Hawk could see the determination in her eyes as she spoke and felt the stiffening of her body under his leg and arm. It was as though she were fortifying herself, steeling herself against that which was lost to her. He knew she would put her entire heart, her entire being, into caring for the people she had chosen as her family.
As for her claim that she would devote herself to the people of Hawkspur and no one else, he did not care for that idea at all because that meant she did not consider him to be her family. She would never feel for him what he felt for her, which was…. He didn't know exactly, but because he cared for her, he would bury those feelings and help her in any way he could.
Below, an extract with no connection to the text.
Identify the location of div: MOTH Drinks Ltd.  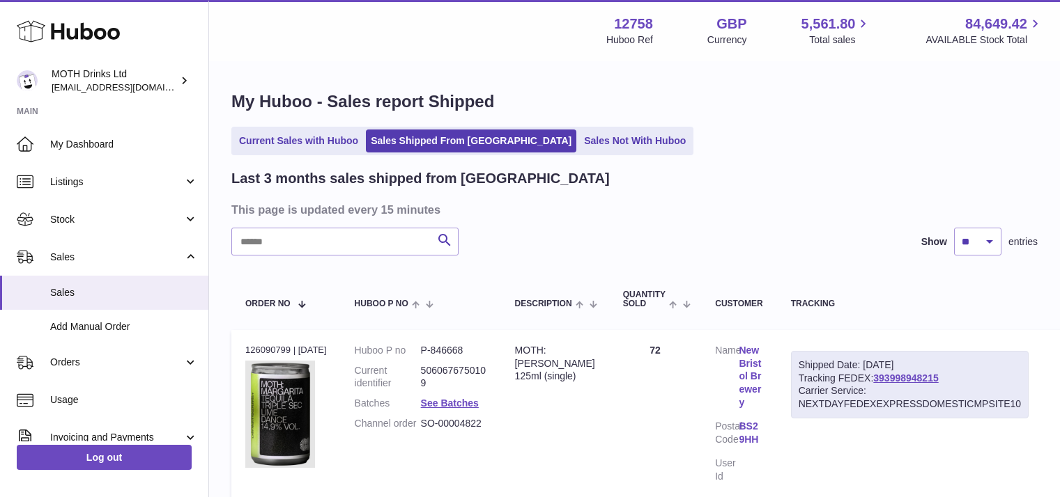
(114, 81).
"I've lived my life being damned by men, by the church, by nobles, by those who think I have no value because I am bastard born," Hawk said, sliding his hand from the back of her head to curl his fingers around her fisted hand under her chin. "One thing I've learned is to put no merit in how others would define my value, but rather how I define it. If others already think you lacking, then you have nothing to lose by being bold, and demanding that which is due to you."
She closed her eyes and laughed softly. "Like a stallion claiming a pasture of mares."
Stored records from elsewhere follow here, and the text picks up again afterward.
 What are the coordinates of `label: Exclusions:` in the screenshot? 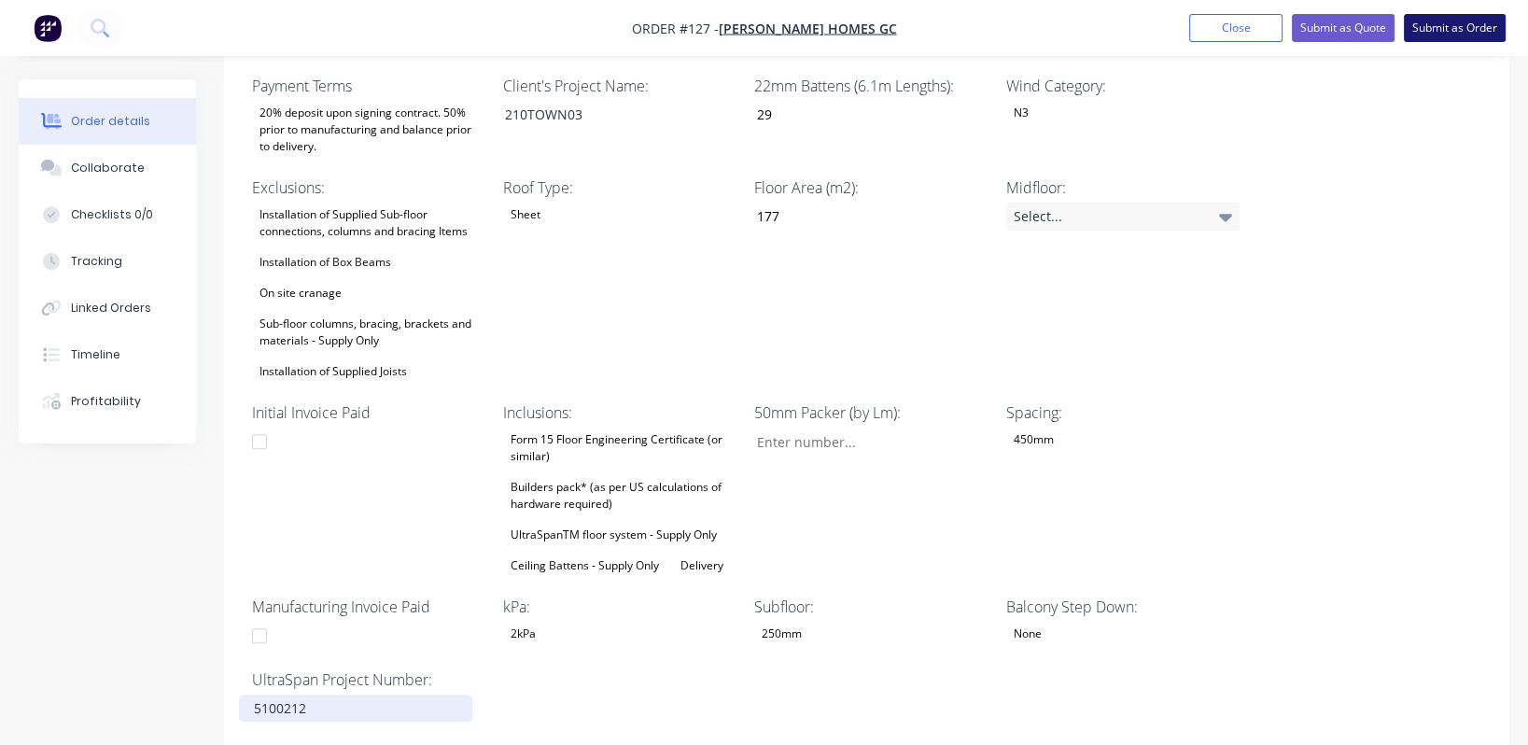 It's located at (369, 188).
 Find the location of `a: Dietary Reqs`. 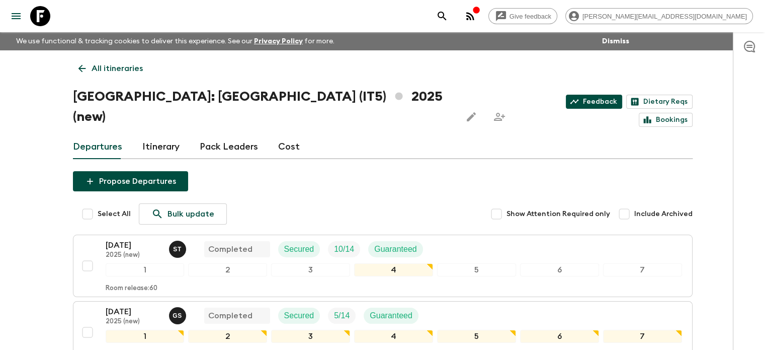

a: Dietary Reqs is located at coordinates (660, 102).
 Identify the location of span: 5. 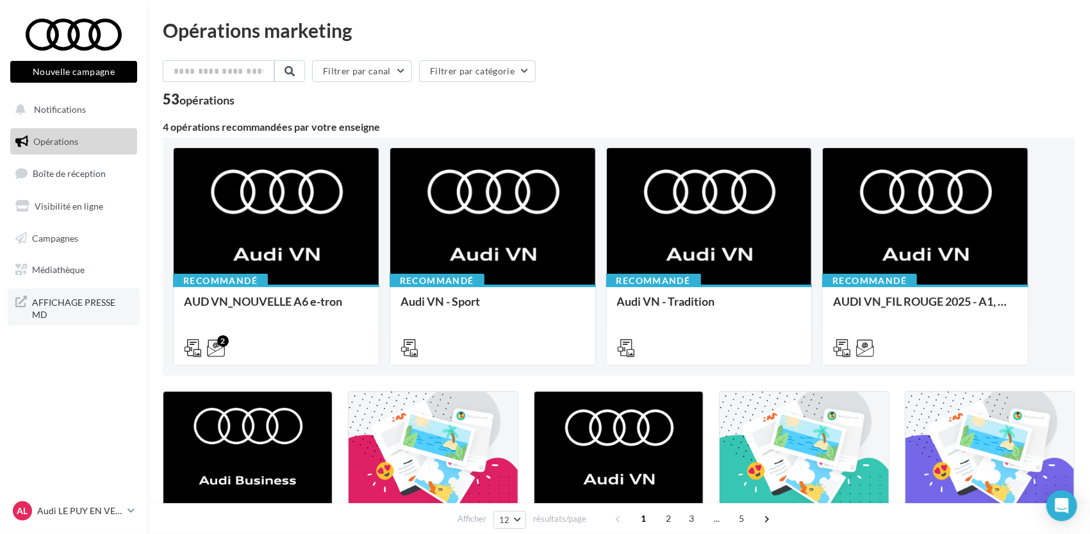
(742, 519).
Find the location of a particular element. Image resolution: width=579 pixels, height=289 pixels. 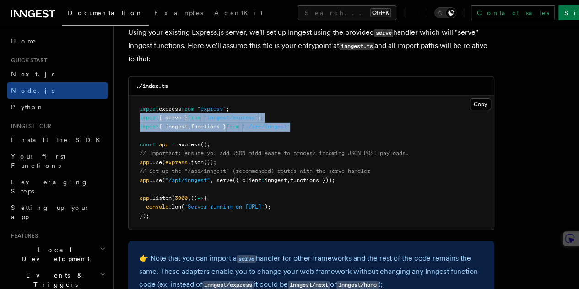

span: Inngest tour is located at coordinates (29, 126).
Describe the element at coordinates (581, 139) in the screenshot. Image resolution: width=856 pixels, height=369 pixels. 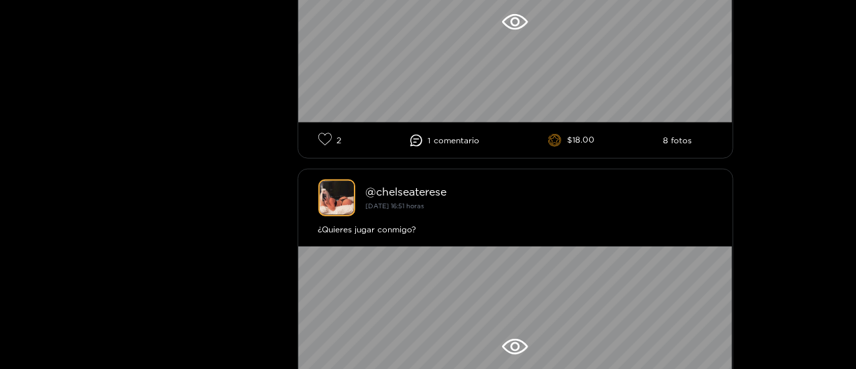
I see `font: $18.00` at that location.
"Exactly," he conceded, smiling at the memory of her chastising him for his arrogance weeks earlier on the parapets, claiming he strutted like a stallion in the company of mares. He wouldn't make the mistake of comparing her to a mare again, but the truth was she was the only one worth strutting for, the only one he needed.
His forehead was still pressed to hers, her hand clasped in his, and her body pinned by the weight of his leg. He could smell the flowery scent of her soap, reminding him of how sweet she tasted on his tongue when he'd had her sprawled across this same bed only two nights before. He wanted to taste her again, but more than that, he wanted to worship every part of her body until she believed that she was cherished, that she was more woman than most.
She pressed her warm lips to his fingers and looked at him through her lashes. "Stallion or no, you need your rest, so I will take my leave."
She started to wriggle out from under his leg and he clamped it down harder against her, tightening his grip on her hand. "Stay with me tonight."
He could see the flush of color rising in her cheeks. "I cannot. I have duties to attend to in the morning. Besides, Red has already given me his command that you are not to do anything that will jeopardize your healing. If I don't leave soon, he will come in here and haul me out, and I would prefer to avoid that humiliation."
"Forget Red. He will do as I say." He groaned in dismay as she slipped out from under his leg to stand next to the bed, her hand still folded in his. He kissed the back of her palm and inhaled the scent of her. "Enough for now," he murmured, loosening his grip on her hand.
She leaned down to kiss him softly on his forehead and it took everything in him not to lift his face to hers and claim her lips in a searing kiss, but he knew if he did that, he wouldn't stop until he had her naked and underneath him.
He watched her back away from the bed to the door, opening it and quietly disappearing as a throbbing started in his chest. He felt like his war horse was standing there, crushing his heart and taking away his breath.
He knew Alyce felt an obligation to Hawkspur, to the people here, and she rightfully felt that she was the best person to take on the role of liege. No one else would care for these people and fight for them as she would because she loved them above all others. She'd said it herself—she didn't have room for anyone else in her life. And she would never choose a man over Hawkspur if it meant relinquishing her authority to him.
"I'm a selfish bastard," he muttered to the empty room, "because I want her anyway."